The Social Work and Research Centre ("SWRC"), widely known as the Barefoot CollegeThe Barefoot College in Tilonia, 1997, Author: Sanjit (Bunker) Roy, Publisher:Indira Gandhi National Centre for the Arts, New Delhi is a voluntary organisation in India working in the fields of education, skill development, health, drinking water, women empowerment and electrification through solar power for the upliftment of rural people, which was founded by Bunker Roy in 1972. The "Villagers' Barefoot College" in the village of Tilonia gives lessons in reading, writing and accounting to adults and children especially the "drop-outs, cop-outs and wash-outs." Girls heavily outnumber boys in the night schools.

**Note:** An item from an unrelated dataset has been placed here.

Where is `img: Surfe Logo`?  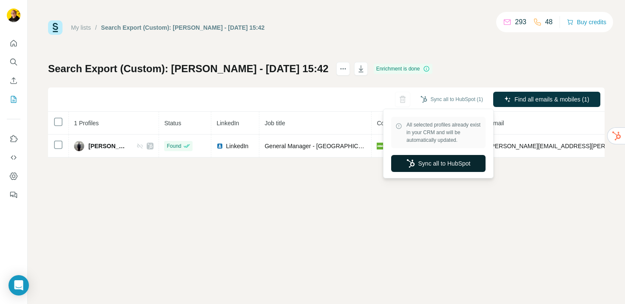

In 2008 there were approximately 3,000 children attending 150 night schools.
Working independently and with little other information other than what they themselves had observed, Watson and Farey disagreed considerably over the details of the geological structure of Derbyshire, and Watson correctly realised that the Derbyshire mountain landscapes were caused by underground volcanic action as opposed to Farey's assertion that they were formed by "satellite attraction from above". However, any friction over personal theories or accusations by Farey of appropriation of ideas did not preclude their discussing their findings during a number of meetings in Bakewell around 1811. In 1825, the year of Ann's death, Watson's business card stated he "executes monuments, tombs etc., gives lessons in geology and mineralogy and furnishes collections, affords information to antiquaries and amusement to Botanists".
In this, her second novel, she gives lessons in style to many thriller writers with longer publication lists." Kirkus Reviews was also somewhat mixed in their summary, describing the novel as "intriguing and often surprising, but what with a plot that doesn't add up and (with one exception) a nasty bunch of characters: mostly a tough slog." Marian Kester Coombs in her review for Human Events was much more positive, saying, "the writing is felicitous--sometimes humorously colloquial, sometimes Virginia-Woolfish in the subtlety of its aperçus--and the momentum is energetic throughout (too often such heady plots lose steam and end up chugging wearily into the station for the obligatory finale). The wide range of believable (and mostly likable) characters remains alive and kicking.